The upcoming holidays will provide a break from school stresses after the exam period. But the holidays are not rooted in breaks from the modern work schedule; the holidays are rooted in the Biblical calendar, so it is to religion that we owe our thanks for this holiday break.
For those who are religious, their religion’s calendar affects their lives around certain times of the year, such as ongoing Chanukah and upcoming Christmas.
Regardless of individuals’ present religious practices, prominent religious holidays’ names will be familiar. Similarly, it would be difficult to find someone who is unfamiliar with the World Series, the Stanley Cup, the Superbowl, and Wimbledon.
“There are certain markers in religion that are those special moments in time and are more sacred than the rest of the calendar,” said Peter Schwartz, co-author of Baseball as a Road to God: Seeing Beyond the Game.
Like followers of religion, these events seep into the lives of fans of the sports; fans will organize their schedules around the events, dress in accordance with the games, and discuss and predict upcoming results daily. If the significant games take place during the day, an increase in “sick” workers can also be found.
“In both religion and in sport there are moments of heightened awareness and heightened sensitivity that matter more to the observer and those interpreting it than other more profane moments along the way,” said Schwartz.
As the calendar and games progress to the end of the season, intensity levels rise, and regular-season games seem to hold more importance. Similarly, the time leading up to religious holidays slowly begin to hold more significance. Leading up to Easter, one of the most significant days in the Christian calendar, Christians go to church for Palm Sunday, Good Friday, and Holy Saturday.
Similarly, during the baseball season, few feel the intensity of a mid-June day game between the Padres and the Giants, but as the season progresses, each game becomes a little more important, leading to the first round of division series of the playoffs, the championship series, and, finally, the World Series.

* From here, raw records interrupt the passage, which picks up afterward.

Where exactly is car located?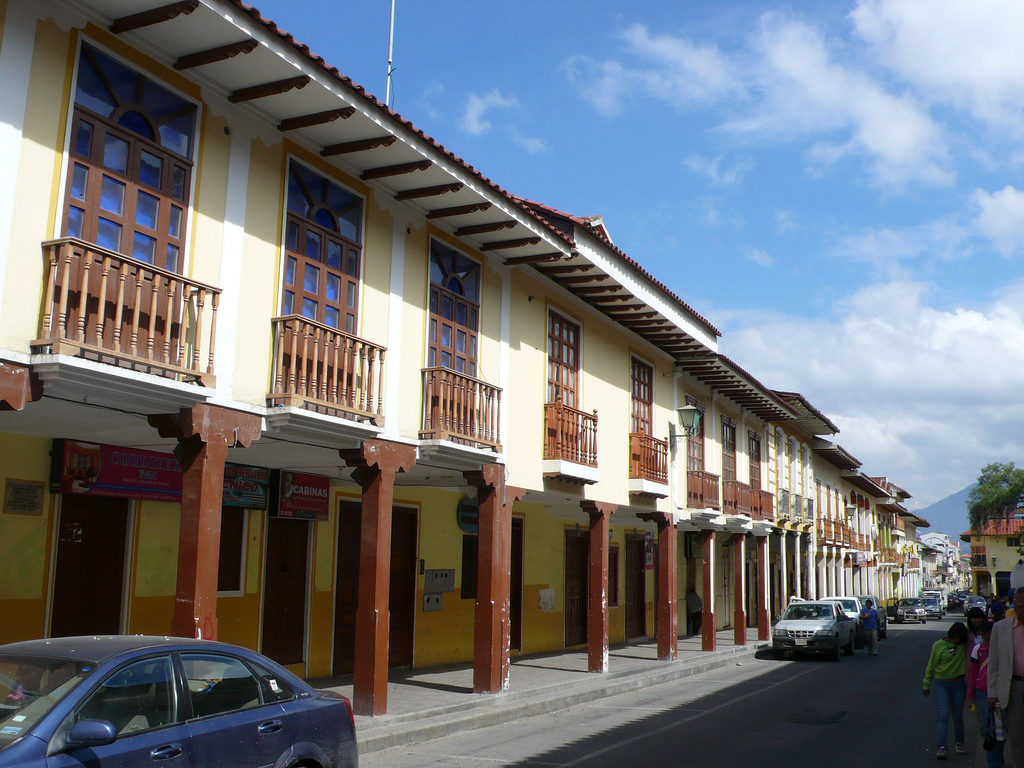
Its bounding box is (left=920, top=596, right=943, bottom=618).
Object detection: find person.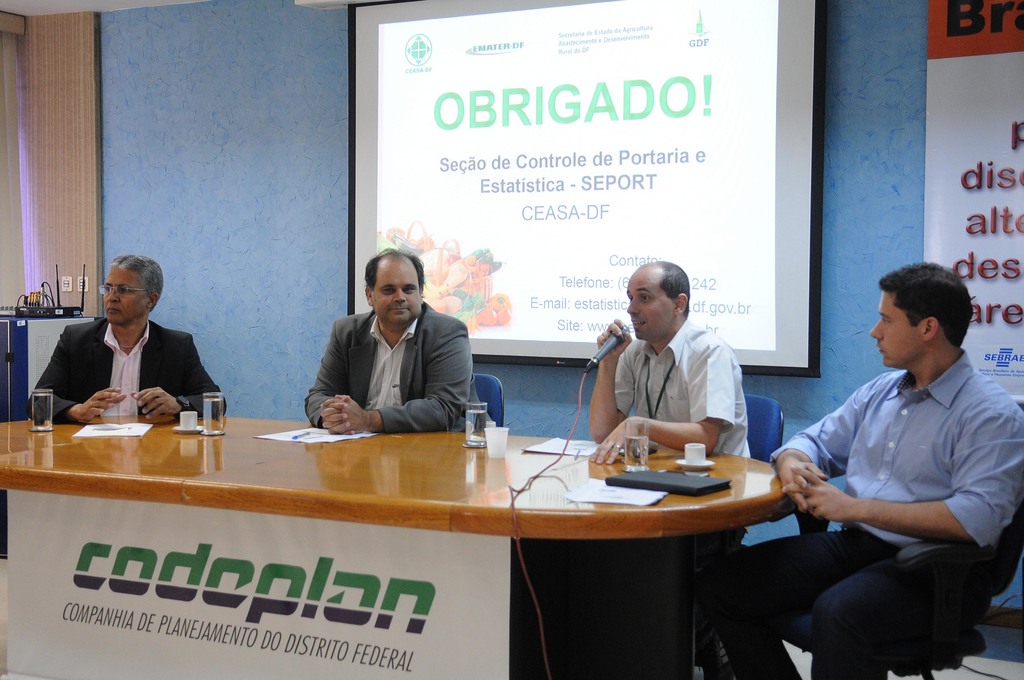
region(305, 247, 494, 437).
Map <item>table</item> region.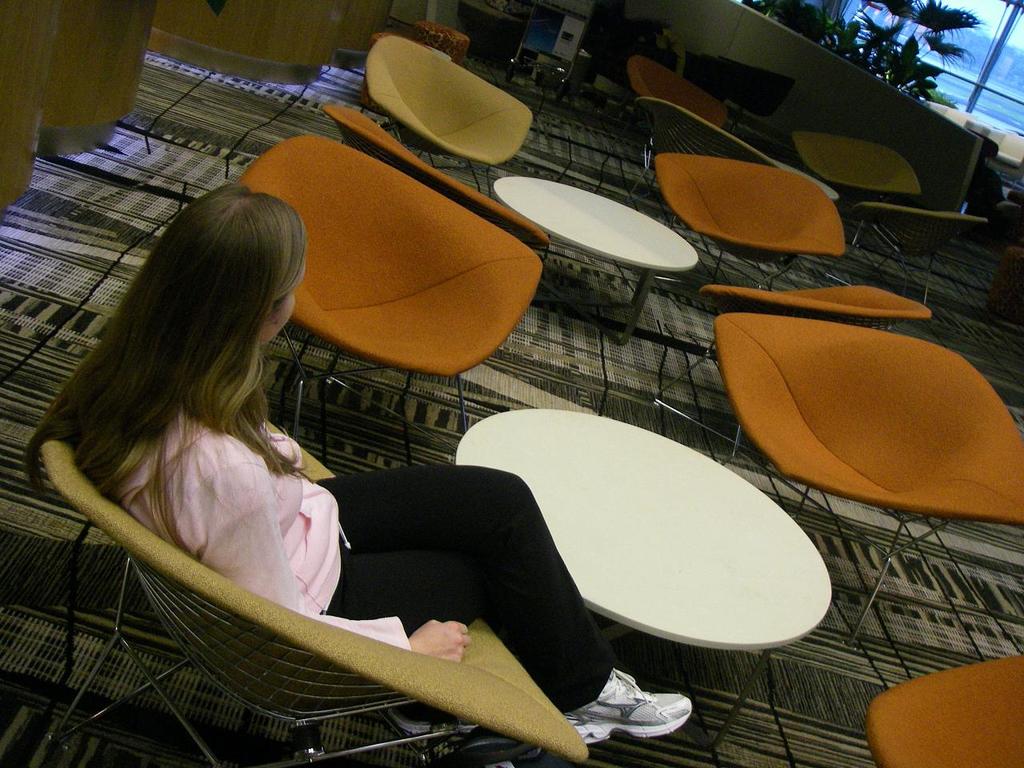
Mapped to 773:157:841:205.
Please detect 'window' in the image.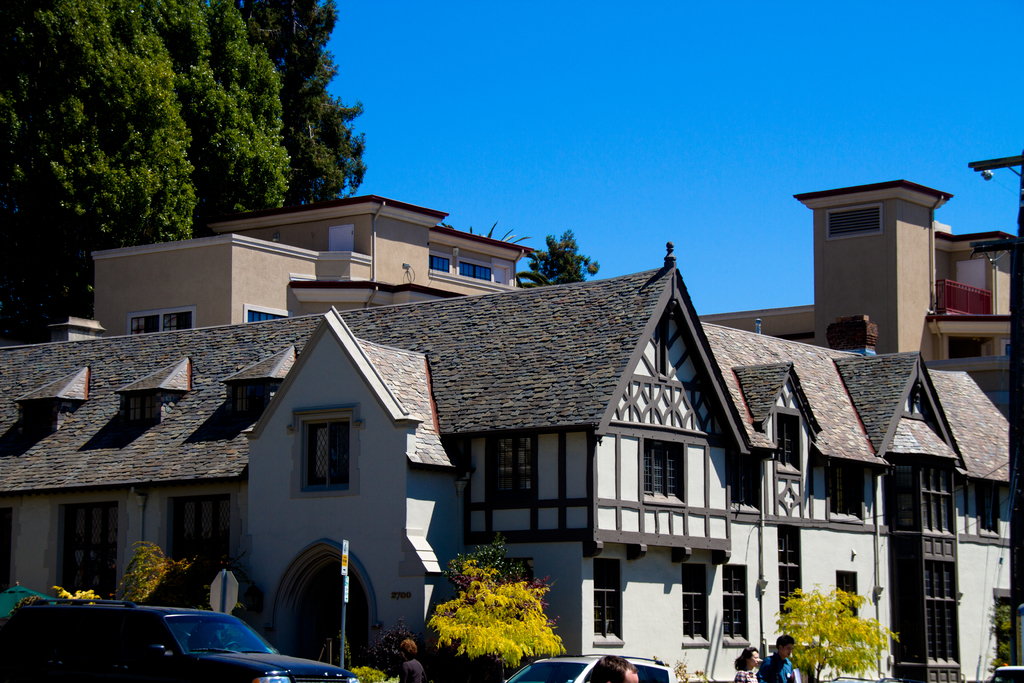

“The tension grows to a crescendo at those moments,” said Schwartz.
“Baseball mirrors this in a way, where it’s a close game during the dog days of summer doesn’t hold the same resonance as a 1-run game in October because so much more is on the line, and it’s not simply a matter of winning and losing, it’s a matter of feelings evoked in the players, and especially in the fans, while watching this,” he added.
Finally, along with the scheduled events, abnormalities will sometimes occur in a game that are so rare and unexpected that they cause an ineffable sensation. The players’ names and the games’ dates will go down in the sport’s history forever. A perfect game may never occur again in baseball, and a record may never be broken; when these rarities do occur, however, feelings and emotions are provoked, similar to those evoked by religious miracles.
The significance between these rarities in sports and religion are significant not simply because of their rarity, but because of the idea of the unexpected and the inexplicable being realized.
On May 7, 2011, I saw Tigers ace pitcher Justin Verlander throw a no-hitter against the Blue Jays. I had never seen a no-hitter in person before, and probably never will again. Despite the game occurring at Verlander’s opposing team’s stadium, the crowd was swept with an ineffable sensation and congratulated the pitcher on his feat. The next day, Verlander signed my ticket from his no-hitter, and I kept this memento in my wallet as a reminder of this miraculous feat that I witnessed.
That November, my wallet was stolen. I didn’t care about the money that was lost, the cards that would need to be replaced, or the wallet itself, which was a black leather Marc Jacobs. What I was most upset about was the idea that this unique piece of memorabilia from a miraculous event would now and forever be rotting in the sewers of Toronto.
Baseball has affected me in a way in which nothing else has been able to up to this point in my life, just as religion has done for millions of people around the world, and I owe many thanks to it.